Tag Archives: depression

Childhood Depression ~ What It Feels Like

Do you sometimes wonder if your child’s anxiety will lead to depression. I know when I was in the midst of all of my healing I often thought, “I can see how depression can set in because you feel like there is no hope – no way out!” If we as adults feel this way it is extremely unrealistic to assume that our children know how to find their way out of that darkness. Here’s an article about depression and what it feels like.

Childhood Depression ~ What It Feels Like
By LESLIE HULL

I simply could not escape it and that was all I wanted to do. I needed relief. I needed to be out of pain.

But at that age, I didn’t know that to be out of pain was “normal”.

My normal was the crushing oppression that is depression.

I was so young. Just 14 and I didn’t have the tools to deal much less the vocabulary to express or talk about it.

Read the full article

It’s Brain Awareness Week..


The Mood Disorders Association of Canada Presents
the
Upcoming Webinar on Depression during Brain Awareness Week
March 12, 2012 – 12:00pm – 1:00pm

Toronto
The Ontario Brain Institute will host a webinar on depression during Brain Awareness Week. It will highlight how physicians, researchers, industry, and patient advocacy groups are working together to translate research findings into better patient care.

Webinar details: Monday, March 12th from 12pm-1pm

if you would like to join the webinar: please RSVP to events@braininstitute.ca

Posted on our sister site “Raising Socially Anxious Children Blog“.

 

It’s Brain Awareness Week…


The Mood Disorders Association of Canada Presents
the
Upcoming Webinar on Depression during Brain Awareness Week
March 12, 2012 – 12:00pm – 1:00pm

Toronto
The Ontario Brain Institute will host a webinar on depression during Brain Awareness Week. It will highlight how physicians, researchers, industry, and patient advocacy groups are working together to translate research findings into better patient care.

Webinar details: Monday, March 12th from 12pm-1pm

if you would like to join the webinar: please RSVP to events@braininstitute.ca

ABOUT THE “CHANGE THE VIEW” 2012 VIDEO CONTEST

1 in 5 kids has mental health issues.

Children’s Mental Health Ontario is holding a contest. So grab your video cameras and get ready to change the stigma.

You can help create a more positive outlook.

Make a video that shows how we can all take the stigma out of kids’ mental health issues like stress, depression, eating disorders, ADHD, bullying and schizophrenia. How do we prevent the desperation that could lead to social withdrawal and even suicide? How do we help our friends instead of turning our backs on them? You tell us!

The Contest Judges will select the winning video based on originality, creativity, and how well it meets the Contest criteria, including fit and appropriateness with the “Change the View” campaign, and message clarity, persuasiveness, and relevance. Once the winner has been determined, we will contact them by email and/or phone.1 The winning video will receive a $2000 prize.

Mental Health Awareness Week from the world of an artist

You gain strength, courage, and confidence by every experience in which you really stop to look fear in the face. You are able to say to yourself, ‘I lived through this horror. I can take the next thing that comes along.
Eleanor Roosevelt

It is with great pleasure that I introduce to you a friend of mine and a wonderful artist. Karen Levangie has got talent and she is using her talent and her energy to help benefit a mental health charity during mental health awareness week. Karen find inspiration from her life and her artwork shows her struggles and triumphs.

One piece that struck me as I was looking at her portfolio was a piece called, “Family/Happy Place”. Karen describes it like this:
“Viewed vertically, it represents anger i was feeling towards my family at that given moment. when i turned it horizontally, it reminded me of a happy place, like an underwater scene. I realized that family actually can be both, a source of anger and a place to find happiness.”

Isn’t that so indicative of life isn’t it. Life is quite often all about perception. We find happiness and sadness and a host of other emotions all around us. It’s having the courage to work through all of those feelings and to create such works of beauty at the other end. I admire Karen for sharing her thoughts and feelings with us on canvas and letting the depth and breath of her being come to life and create a world all unto itself; telling a story, capturing a moment, finding peace where there is chaos. Keep creating and expressing yourself through your artwork because it is truly amazing.

Now let’s have Karen tell you a little bit about herself.

An estimated 26.2 percent of the population ages 18 and older – about one in four adults – suffer from a diagnosable mental illness in any given year. However, stigma surrounding mental illness is a major barrier that prevents people from seeking the mental health treatment that they need. Programs during Mental Illness Awareness Week are designed to create community awareness and discussion in an effort to put an end to stigma and advocate for treatment and recovery.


* **What you need to do**:
Check every line of the entries for "Appeals", and copy the lines that hold it.

* **Data for the task**:
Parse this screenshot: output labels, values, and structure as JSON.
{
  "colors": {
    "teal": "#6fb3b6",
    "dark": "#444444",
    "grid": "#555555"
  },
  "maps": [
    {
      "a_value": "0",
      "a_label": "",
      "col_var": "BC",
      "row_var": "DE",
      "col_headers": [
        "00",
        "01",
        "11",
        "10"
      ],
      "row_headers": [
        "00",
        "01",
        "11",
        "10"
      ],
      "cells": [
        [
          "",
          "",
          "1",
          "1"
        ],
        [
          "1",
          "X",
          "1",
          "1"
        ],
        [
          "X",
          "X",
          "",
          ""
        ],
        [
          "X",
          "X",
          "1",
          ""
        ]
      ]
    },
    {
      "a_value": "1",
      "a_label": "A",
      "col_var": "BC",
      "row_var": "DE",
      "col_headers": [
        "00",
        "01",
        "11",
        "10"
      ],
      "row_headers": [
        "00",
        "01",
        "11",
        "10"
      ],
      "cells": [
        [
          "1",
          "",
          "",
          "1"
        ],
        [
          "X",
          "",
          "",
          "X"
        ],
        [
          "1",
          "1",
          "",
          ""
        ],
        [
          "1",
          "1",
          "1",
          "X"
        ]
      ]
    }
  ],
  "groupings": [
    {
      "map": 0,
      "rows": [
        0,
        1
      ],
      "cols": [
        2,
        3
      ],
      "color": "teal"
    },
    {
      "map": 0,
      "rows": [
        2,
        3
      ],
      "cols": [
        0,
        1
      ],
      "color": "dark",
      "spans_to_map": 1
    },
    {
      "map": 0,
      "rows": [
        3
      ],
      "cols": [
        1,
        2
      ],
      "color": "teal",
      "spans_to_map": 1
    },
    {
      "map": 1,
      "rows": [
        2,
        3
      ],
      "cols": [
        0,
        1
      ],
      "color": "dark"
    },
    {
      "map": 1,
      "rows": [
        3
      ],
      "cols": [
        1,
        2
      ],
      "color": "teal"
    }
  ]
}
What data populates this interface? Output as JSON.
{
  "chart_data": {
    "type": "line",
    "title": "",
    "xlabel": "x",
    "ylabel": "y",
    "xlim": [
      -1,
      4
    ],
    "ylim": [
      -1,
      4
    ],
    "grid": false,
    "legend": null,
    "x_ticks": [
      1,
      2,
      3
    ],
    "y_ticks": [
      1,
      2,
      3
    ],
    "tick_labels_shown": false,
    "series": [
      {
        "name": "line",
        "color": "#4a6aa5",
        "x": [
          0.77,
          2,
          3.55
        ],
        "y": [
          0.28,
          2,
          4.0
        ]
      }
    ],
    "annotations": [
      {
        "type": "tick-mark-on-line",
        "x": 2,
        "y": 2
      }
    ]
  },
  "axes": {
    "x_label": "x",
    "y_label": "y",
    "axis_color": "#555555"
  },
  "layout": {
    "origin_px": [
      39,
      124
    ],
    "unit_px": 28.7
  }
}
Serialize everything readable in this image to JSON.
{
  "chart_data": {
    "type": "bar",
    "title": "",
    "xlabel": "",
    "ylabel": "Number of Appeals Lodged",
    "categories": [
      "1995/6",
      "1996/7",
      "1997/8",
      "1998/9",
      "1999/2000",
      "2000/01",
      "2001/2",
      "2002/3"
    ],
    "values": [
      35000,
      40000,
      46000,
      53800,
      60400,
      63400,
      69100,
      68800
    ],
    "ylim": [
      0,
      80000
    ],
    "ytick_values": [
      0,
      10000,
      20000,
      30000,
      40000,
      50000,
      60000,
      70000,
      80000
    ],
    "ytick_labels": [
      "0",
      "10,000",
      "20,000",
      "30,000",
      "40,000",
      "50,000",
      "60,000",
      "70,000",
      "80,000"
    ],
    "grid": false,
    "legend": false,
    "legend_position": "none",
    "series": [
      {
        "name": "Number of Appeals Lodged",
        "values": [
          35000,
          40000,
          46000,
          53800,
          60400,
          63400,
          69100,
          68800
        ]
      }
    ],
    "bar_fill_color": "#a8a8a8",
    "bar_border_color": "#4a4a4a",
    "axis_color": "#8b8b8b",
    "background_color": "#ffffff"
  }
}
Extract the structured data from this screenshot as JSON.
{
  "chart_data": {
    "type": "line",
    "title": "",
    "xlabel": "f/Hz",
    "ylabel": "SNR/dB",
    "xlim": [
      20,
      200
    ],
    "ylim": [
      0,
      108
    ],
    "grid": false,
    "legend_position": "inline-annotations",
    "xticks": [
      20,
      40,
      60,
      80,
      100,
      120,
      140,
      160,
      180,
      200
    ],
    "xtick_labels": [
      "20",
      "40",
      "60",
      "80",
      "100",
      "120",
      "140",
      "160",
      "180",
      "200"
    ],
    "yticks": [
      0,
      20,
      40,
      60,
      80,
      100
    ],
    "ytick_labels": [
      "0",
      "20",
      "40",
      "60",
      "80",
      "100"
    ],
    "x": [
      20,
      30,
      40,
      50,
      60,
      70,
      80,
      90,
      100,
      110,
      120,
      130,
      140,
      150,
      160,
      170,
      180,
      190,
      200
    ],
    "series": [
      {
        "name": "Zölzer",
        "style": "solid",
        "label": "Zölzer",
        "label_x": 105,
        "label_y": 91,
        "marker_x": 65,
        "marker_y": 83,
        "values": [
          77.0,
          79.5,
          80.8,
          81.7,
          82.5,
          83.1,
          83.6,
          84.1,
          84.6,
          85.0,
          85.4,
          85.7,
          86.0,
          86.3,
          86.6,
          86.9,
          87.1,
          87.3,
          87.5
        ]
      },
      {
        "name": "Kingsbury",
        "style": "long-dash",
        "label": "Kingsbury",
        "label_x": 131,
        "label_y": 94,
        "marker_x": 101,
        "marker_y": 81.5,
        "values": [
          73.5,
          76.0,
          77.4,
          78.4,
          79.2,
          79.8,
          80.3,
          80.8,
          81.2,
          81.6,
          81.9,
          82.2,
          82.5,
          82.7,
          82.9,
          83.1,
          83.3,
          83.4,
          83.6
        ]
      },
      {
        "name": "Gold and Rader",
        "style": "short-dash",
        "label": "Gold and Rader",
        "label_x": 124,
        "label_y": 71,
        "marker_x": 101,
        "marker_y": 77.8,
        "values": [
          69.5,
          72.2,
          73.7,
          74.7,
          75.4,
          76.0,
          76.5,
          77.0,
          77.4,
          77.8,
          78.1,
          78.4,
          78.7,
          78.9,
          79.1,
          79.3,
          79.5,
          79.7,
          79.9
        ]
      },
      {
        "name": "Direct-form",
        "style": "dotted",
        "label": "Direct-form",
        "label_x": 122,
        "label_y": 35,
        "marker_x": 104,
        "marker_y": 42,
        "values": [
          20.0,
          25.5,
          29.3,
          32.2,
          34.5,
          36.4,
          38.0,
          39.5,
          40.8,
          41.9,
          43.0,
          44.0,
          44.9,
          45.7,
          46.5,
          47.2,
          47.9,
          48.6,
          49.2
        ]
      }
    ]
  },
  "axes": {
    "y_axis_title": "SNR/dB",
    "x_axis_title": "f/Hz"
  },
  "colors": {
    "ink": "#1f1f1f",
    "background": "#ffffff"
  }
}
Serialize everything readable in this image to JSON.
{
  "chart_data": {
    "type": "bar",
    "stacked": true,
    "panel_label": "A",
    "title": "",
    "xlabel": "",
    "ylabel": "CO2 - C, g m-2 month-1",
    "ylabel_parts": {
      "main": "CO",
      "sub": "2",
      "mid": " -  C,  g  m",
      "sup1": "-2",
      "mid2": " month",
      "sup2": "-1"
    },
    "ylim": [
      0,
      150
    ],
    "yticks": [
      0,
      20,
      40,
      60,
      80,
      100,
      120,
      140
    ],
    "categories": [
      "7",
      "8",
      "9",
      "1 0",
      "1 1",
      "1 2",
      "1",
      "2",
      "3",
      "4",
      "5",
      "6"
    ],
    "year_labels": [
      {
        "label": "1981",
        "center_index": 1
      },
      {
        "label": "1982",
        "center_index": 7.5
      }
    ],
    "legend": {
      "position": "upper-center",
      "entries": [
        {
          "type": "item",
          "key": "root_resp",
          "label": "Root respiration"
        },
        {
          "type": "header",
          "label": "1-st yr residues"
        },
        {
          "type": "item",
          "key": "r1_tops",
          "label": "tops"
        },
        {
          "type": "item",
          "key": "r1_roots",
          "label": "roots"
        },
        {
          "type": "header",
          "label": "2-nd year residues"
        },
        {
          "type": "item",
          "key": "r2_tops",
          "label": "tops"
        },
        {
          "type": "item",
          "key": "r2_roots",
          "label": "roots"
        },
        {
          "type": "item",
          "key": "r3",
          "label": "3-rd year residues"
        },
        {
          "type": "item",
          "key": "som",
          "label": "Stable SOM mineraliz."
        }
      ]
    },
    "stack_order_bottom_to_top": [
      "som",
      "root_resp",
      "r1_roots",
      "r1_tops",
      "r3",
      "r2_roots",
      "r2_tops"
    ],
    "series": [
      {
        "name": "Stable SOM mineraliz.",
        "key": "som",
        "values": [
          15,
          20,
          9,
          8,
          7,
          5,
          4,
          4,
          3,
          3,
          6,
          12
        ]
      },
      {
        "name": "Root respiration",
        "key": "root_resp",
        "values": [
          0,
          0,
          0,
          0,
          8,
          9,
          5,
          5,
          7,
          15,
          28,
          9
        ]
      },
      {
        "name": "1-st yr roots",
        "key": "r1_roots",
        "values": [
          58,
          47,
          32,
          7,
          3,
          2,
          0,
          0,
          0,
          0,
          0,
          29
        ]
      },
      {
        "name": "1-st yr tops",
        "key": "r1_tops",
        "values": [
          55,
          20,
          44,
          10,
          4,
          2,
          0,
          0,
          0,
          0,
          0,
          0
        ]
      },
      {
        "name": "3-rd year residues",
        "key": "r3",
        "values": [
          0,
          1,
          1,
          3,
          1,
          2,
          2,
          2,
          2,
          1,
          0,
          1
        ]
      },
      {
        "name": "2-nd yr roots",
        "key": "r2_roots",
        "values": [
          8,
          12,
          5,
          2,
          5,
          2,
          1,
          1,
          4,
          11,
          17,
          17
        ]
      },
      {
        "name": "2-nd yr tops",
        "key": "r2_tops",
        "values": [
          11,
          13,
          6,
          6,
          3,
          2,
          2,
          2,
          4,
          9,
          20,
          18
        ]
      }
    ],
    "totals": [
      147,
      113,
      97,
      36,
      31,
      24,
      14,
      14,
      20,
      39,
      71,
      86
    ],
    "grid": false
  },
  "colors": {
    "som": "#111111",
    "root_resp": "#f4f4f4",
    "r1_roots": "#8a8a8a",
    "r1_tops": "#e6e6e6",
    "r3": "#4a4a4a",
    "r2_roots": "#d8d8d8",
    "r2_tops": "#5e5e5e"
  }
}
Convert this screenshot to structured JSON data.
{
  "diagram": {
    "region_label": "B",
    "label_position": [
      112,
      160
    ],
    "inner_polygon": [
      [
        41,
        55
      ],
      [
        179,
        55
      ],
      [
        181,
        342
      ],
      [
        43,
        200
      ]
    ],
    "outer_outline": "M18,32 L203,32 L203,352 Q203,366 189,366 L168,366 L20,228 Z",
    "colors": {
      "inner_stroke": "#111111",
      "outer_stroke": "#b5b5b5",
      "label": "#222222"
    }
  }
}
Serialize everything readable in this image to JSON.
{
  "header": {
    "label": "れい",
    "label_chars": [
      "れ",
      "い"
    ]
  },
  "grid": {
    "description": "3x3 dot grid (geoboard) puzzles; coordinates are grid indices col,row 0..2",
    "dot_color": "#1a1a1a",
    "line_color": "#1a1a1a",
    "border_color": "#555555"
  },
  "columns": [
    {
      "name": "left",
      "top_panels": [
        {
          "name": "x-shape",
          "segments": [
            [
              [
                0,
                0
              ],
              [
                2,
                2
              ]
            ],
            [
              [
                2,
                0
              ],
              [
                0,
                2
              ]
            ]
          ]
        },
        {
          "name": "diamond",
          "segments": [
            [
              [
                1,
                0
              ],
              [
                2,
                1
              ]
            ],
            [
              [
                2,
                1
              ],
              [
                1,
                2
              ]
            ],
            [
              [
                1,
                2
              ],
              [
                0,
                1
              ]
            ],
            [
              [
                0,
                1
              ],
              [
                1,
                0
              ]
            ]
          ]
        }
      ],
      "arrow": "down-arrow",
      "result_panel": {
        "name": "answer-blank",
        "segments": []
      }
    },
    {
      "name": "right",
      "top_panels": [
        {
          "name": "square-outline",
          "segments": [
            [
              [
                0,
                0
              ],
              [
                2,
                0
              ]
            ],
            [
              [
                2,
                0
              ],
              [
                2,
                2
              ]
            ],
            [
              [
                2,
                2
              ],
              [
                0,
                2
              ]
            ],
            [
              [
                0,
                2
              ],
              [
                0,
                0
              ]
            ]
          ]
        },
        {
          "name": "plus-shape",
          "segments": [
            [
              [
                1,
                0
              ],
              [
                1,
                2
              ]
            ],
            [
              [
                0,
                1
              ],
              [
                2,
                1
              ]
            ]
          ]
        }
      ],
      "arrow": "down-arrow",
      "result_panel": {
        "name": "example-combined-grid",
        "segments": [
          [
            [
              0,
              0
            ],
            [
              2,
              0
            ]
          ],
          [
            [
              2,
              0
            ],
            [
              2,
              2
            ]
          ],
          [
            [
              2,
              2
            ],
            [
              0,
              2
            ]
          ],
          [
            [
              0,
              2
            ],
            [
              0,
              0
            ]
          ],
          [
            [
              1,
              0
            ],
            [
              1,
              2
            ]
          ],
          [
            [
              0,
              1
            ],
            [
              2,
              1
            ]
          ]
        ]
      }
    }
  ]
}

* **Answer for the task**:
    "ylabel": "Number of Appeals Lodged",
        "name": "Number of Appeals Lodged",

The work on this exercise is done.